Showing posts with label economic justice. Show all posts
Showing posts with label economic justice. Show all posts

Saturday, April 16, 2016

Sentendo l'ustione*

*Feeling the Bern, Italian-style:




Bernie Sanders had a brief (five-minute) meeting with Pope Francis after all. The Pope couldn't attend the economic conference at which Bernie spoke, because he was otherwise busy comforting Syrian refugees on the Isle of Lesbos, and even ended up rescuing a dozen of them.

I couldn't find video of Bernie's formal address in the Vatican, but a full transcript is here.

This is the part that particularly struck me: 
We need a political analysis as well as a moral and anthropological analysis to understand what has happened since 1991. We can say that with unregulated globalization, a world market economy built on speculative finance burst through the legal, political, and moral constraints that had once served to protect the common good. In my country, home of the world’s largest financial markets, globalization was used as a pretext to deregulate the banks, ending decades of legal protections for working people and small businesses. Politicians joined hands with the leading bankers to allow the banks to become “too big to fail.” The result: eight years ago the American economy and much of the world was plunged into the worst economic decline since the 1930s. Working people lost their jobs, their homes and their savings, while the government bailed out the banks.
Sanders is calling for a philosophical and anthropological analysis of greed. He is calling for a scientific inquiry into what makes plutocrats tick. He is going so far beyond the usual political platitudes that turn so many people off during the endless presidential horse-race. What he is calling for is unprecedented in American politics.

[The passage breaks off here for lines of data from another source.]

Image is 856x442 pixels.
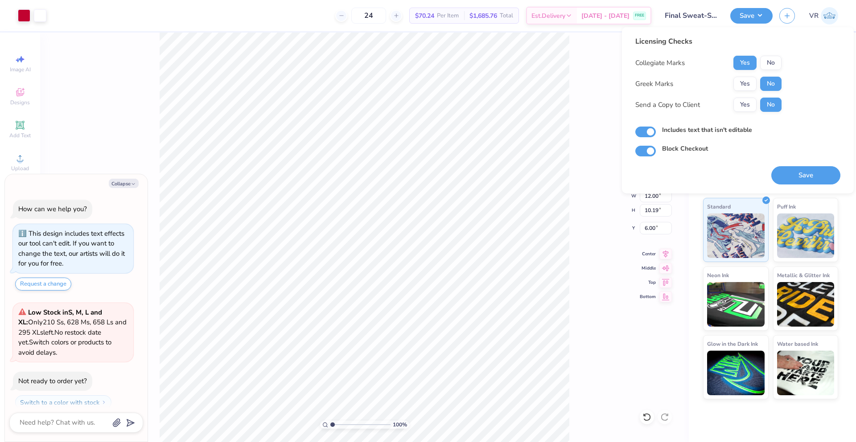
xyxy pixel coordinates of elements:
[707,351,764,395] img: Glow in the Dark Ink
[635,58,685,68] div: Collegiate Marks
[707,339,758,349] span: Glow in the Dark Ink
[707,202,731,211] span: Standard
[733,56,756,70] button: Yes
[469,11,497,21] span: $1,685.76
[635,36,781,47] div: Licensing Checks
[733,77,756,91] button: Yes
[733,98,756,112] button: Yes
[437,11,459,21] span: Per Item
[635,100,700,110] div: Send a Copy to Client
[809,7,838,25] a: VR
[658,7,723,25] input: Untitled Design
[777,271,830,280] span: Metallic & Glitter Ink
[662,125,752,135] label: Includes text that isn't editable
[393,421,407,429] span: 100 %
[730,8,772,24] button: Save
[809,11,818,21] span: VR
[18,328,101,347] span: No restock date yet.
[821,7,838,25] img: Vincent Roxas
[777,351,834,395] img: Water based Ink
[15,278,71,291] button: Request a change
[581,11,629,21] span: [DATE] - [DATE]
[707,271,729,280] span: Neon Ink
[707,214,764,258] img: Standard
[18,229,125,268] div: This design includes text effects our tool can't edit. If you want to change the text, our artist...
[18,308,127,357] span: Only 210 Ss, 628 Ms, 658 Ls and 295 XLs left. Switch colors or products to avoid delays.
[777,202,796,211] span: Puff Ink
[10,66,31,73] span: Image AI
[500,11,513,21] span: Total
[777,214,834,258] img: Puff Ink
[9,132,31,139] span: Add Text
[635,79,673,89] div: Greek Marks
[760,98,781,112] button: No
[640,265,656,271] span: Middle
[771,166,840,185] button: Save
[10,99,30,106] span: Designs
[18,377,87,386] div: Not ready to order yet?
[18,308,102,327] strong: Low Stock in S, M, L and XL :
[777,282,834,327] img: Metallic & Glitter Ink
[640,294,656,300] span: Bottom
[635,12,644,19] span: FREE
[777,339,818,349] span: Water based Ink
[15,395,111,410] button: Switch to a color with stock
[640,251,656,257] span: Center
[415,11,434,21] span: $70.24
[531,11,565,21] span: Est. Delivery
[760,56,781,70] button: No
[109,179,139,188] button: Collapse
[760,77,781,91] button: No
[11,165,29,172] span: Upload
[662,144,708,153] label: Block Checkout
[707,282,764,327] img: Neon Ink
[18,205,87,214] div: How can we help you?
[101,400,107,405] img: Switch to a color with stock
[351,8,386,24] input: – –
[640,279,656,286] span: Top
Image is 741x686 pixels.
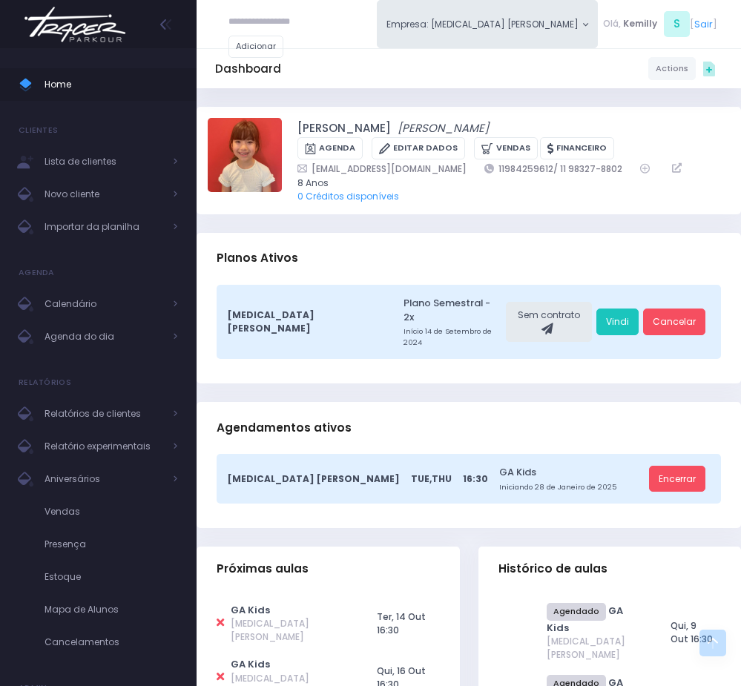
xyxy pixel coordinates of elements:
span: Importar da planilha [45,217,163,237]
span: Vendas [45,502,178,522]
span: Lista de clientes [45,152,163,171]
span: Cancelamentos [45,633,178,652]
small: Iniciando 28 de Janeiro de 2025 [499,482,645,493]
h4: Agenda [19,258,55,288]
a: Vindi [597,309,639,335]
span: [MEDICAL_DATA] [PERSON_NAME] [547,635,645,662]
a: Adicionar [229,36,283,58]
span: Próximas aulas [217,562,309,576]
span: Agendado [547,603,606,621]
span: S [664,11,690,37]
span: Aniversários [45,470,163,489]
h5: Dashboard [215,62,281,76]
a: [PERSON_NAME] [398,120,489,137]
span: Presença [45,535,178,554]
h4: Relatórios [19,368,71,398]
span: Home [45,75,178,94]
span: Kemilly [623,17,657,30]
span: 16:30 [463,473,488,486]
span: Qui, 9 Out 16:30 [671,620,713,646]
a: Agenda [298,137,363,160]
a: Plano Semestral - 2x [404,296,501,325]
a: Vendas [474,137,537,160]
a: GA Kids [499,465,645,479]
small: Início 14 de Setembro de 2024 [404,327,501,348]
span: Tue,Thu [411,473,452,486]
span: Mapa de Alunos [45,600,178,620]
span: Novo cliente [45,185,163,204]
a: 0 Créditos disponíveis [298,190,399,203]
a: GA Kids [231,657,270,672]
a: Actions [649,57,696,79]
a: Editar Dados [372,137,465,160]
div: [ ] [598,9,723,39]
i: [PERSON_NAME] [398,120,489,136]
div: Sem contrato [506,302,592,342]
h4: Clientes [19,116,58,145]
a: 11984259612/ 11 98327-8802 [485,162,623,176]
span: Relatório experimentais [45,437,163,456]
span: Ter, 14 Out 16:30 [377,611,426,637]
span: [MEDICAL_DATA] [PERSON_NAME] [228,473,400,486]
h3: Planos Ativos [217,237,298,281]
a: Sair [695,17,713,31]
span: 8 Anos [298,177,712,190]
a: Financeiro [540,137,614,160]
span: Olá, [603,17,621,30]
a: Encerrar [649,466,706,493]
span: Relatórios de clientes [45,404,163,424]
a: Cancelar [643,309,706,335]
span: [MEDICAL_DATA] [PERSON_NAME] [228,309,381,335]
a: [PERSON_NAME] [298,120,391,137]
a: GA Kids [231,603,270,617]
img: Mariana Namie Takatsuki Momesso [208,118,282,192]
span: Histórico de aulas [499,562,608,576]
span: Estoque [45,568,178,587]
span: Calendário [45,295,163,314]
h3: Agendamentos ativos [217,407,352,450]
a: [EMAIL_ADDRESS][DOMAIN_NAME] [298,162,467,176]
span: [MEDICAL_DATA] [PERSON_NAME] [231,617,350,644]
span: Agenda do dia [45,327,163,347]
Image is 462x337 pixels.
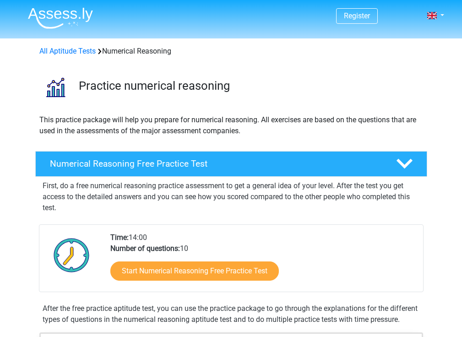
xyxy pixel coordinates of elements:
[39,303,423,325] div: After the free practice aptitude test, you can use the practice package to go through the explana...
[79,79,420,93] h3: Practice numerical reasoning
[110,233,129,242] b: Time:
[110,244,180,253] b: Number of questions:
[28,7,93,29] img: Assessly
[103,232,422,292] div: 14:00 10
[32,151,431,177] a: Numerical Reasoning Free Practice Test
[39,114,423,136] p: This practice package will help you prepare for numerical reasoning. All exercises are based on t...
[39,47,96,55] a: All Aptitude Tests
[36,68,75,107] img: numerical reasoning
[50,158,381,169] h4: Numerical Reasoning Free Practice Test
[49,232,95,278] img: Clock
[344,11,370,20] a: Register
[110,261,279,281] a: Start Numerical Reasoning Free Practice Test
[36,46,427,57] div: Numerical Reasoning
[43,180,420,213] p: First, do a free numerical reasoning practice assessment to get a general idea of your level. Aft...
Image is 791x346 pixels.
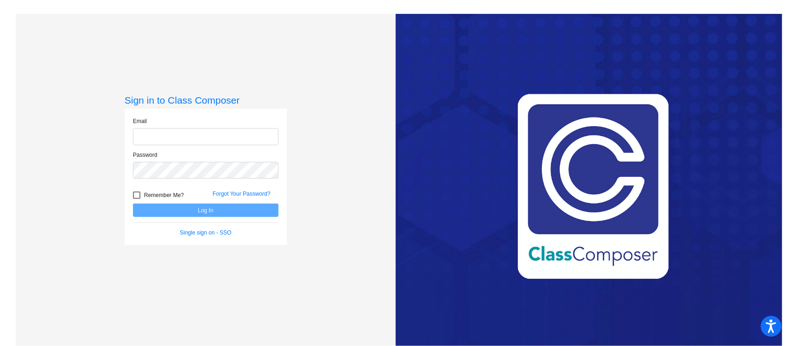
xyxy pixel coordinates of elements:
[125,94,287,106] h3: Sign in to Class Composer
[180,230,231,236] a: Single sign on - SSO
[133,204,278,217] button: Log In
[144,190,184,201] span: Remember Me?
[133,117,147,125] label: Email
[133,151,157,159] label: Password
[213,191,270,197] a: Forgot Your Password?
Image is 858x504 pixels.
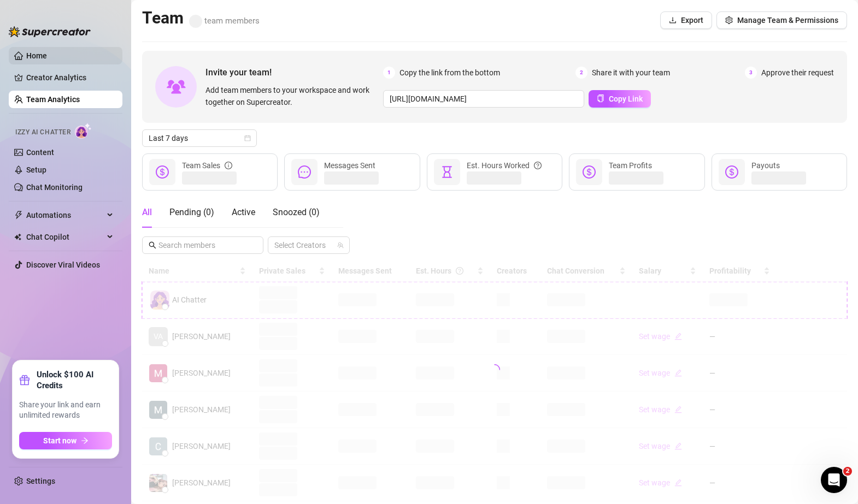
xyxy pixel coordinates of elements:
[273,207,320,217] span: Snoozed ( 0 )
[725,165,738,178] span: dollar-circle
[725,17,733,24] span: setting
[843,467,852,476] span: 2
[26,228,104,246] span: Chat Copilot
[15,233,21,241] img: Chat Copilot
[669,17,677,24] span: download
[681,16,704,25] span: Export
[26,183,82,192] a: Chat Monitoring
[589,90,651,108] button: Copy Link
[745,66,757,79] span: 3
[489,363,502,376] span: loading
[156,165,169,178] span: dollar-circle
[142,206,152,219] div: All
[609,95,643,103] span: Copy Link
[338,242,344,249] span: team
[206,66,383,80] span: Invite your team!
[26,165,46,174] a: Setup
[9,26,91,37] img: logo-BBDzfeDw.svg
[717,12,848,29] button: Manage Team & Permissions
[576,66,587,79] span: 2
[225,160,232,171] span: info-circle
[149,241,156,249] span: search
[762,66,834,79] span: Approve their request
[441,165,454,178] span: hourglass
[182,160,232,171] div: Team Sales
[534,160,542,171] span: question-circle
[19,432,112,449] button: Start nowarrow-right
[26,69,113,86] a: Creator Analytics
[19,375,30,386] span: gift
[597,95,605,102] span: copy
[660,12,713,29] button: Export
[206,84,379,108] span: Add team members to your workspace and work together on Supercreator.
[298,165,311,178] span: message
[37,369,112,391] strong: Unlock $100 AI Credits
[170,206,214,219] div: Pending ( 0 )
[26,148,54,157] a: Content
[592,66,670,79] span: Share it with your team
[26,95,80,104] a: Team Analytics
[400,66,500,79] span: Copy the link from the bottom
[43,436,77,445] span: Start now
[142,8,259,28] h2: Team
[15,211,23,220] span: thunderbolt
[26,261,100,270] a: Discover Viral Videos
[244,135,251,142] span: calendar
[609,161,652,170] span: Team Profits
[751,161,781,170] span: Payouts
[26,477,55,485] a: Settings
[19,400,112,421] span: Share your link and earn unlimited rewards
[232,207,255,217] span: Active
[158,239,248,251] input: Search members
[325,161,376,170] span: Messages Sent
[26,207,104,224] span: Automations
[821,467,848,493] iframe: Intercom live chat
[81,437,89,445] span: arrow-right
[149,130,250,147] span: Last 7 days
[583,165,596,178] span: dollar-circle
[383,66,395,79] span: 1
[26,51,47,60] a: Home
[738,16,839,25] span: Manage Team & Permissions
[189,16,259,26] span: team members
[467,160,542,171] div: Est. Hours Worked
[15,127,71,138] span: Izzy AI Chatter
[75,123,92,139] img: AI Chatter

And it is a vital necessity. The whole planet is burning and melting. Una senzione di bruciore!

But it's no surprise that our corporate media are concentrating mainly on his meeting with Pope Francis, (would he or wouldn't he?) the cost of his chartered flight to Rome, his entourage, his itinerary, his tax returns.... and last but not least, the massive hand-wringing concern over his abandonment of the campaign trail right in the middle of a fraught primary contest in the wealth inequality capital of the universe: New York City. 

Hillary, meanwhile, was on her own greed trail, heading to California for that George Clooney fundraiser, where a seat at the head table was going for nearly twice what Sanders earns in an entire year. It was even going for about a third more than than one of Hillary's secret quarter-million dollar Goldman Sachs speeches.  Where are the anthropologists to do a study on just that one grotesque pattern of wealth culture alone? Forget Coming of Age in Samoa! We need a passel of Margaret Meads and Ruth Benedicts to settle themselves among the billionaires for some heavy-duty insight into their folkways, customs, status symbols and tribal psychology. How much does it really cost a Hollywood chieftain to score the ambassadorship to the Court of St. James?  What makes these people tick?  Because one thing's for sure: it's their group behavior that's making the rest of the world so damned sick.

(I can't verify this because of all the white noise emanating from the event, but I've heard rumors that the underpaid temporary wait staff added candied Diavolo Sterco to the dessert tray at the Clooney confab.)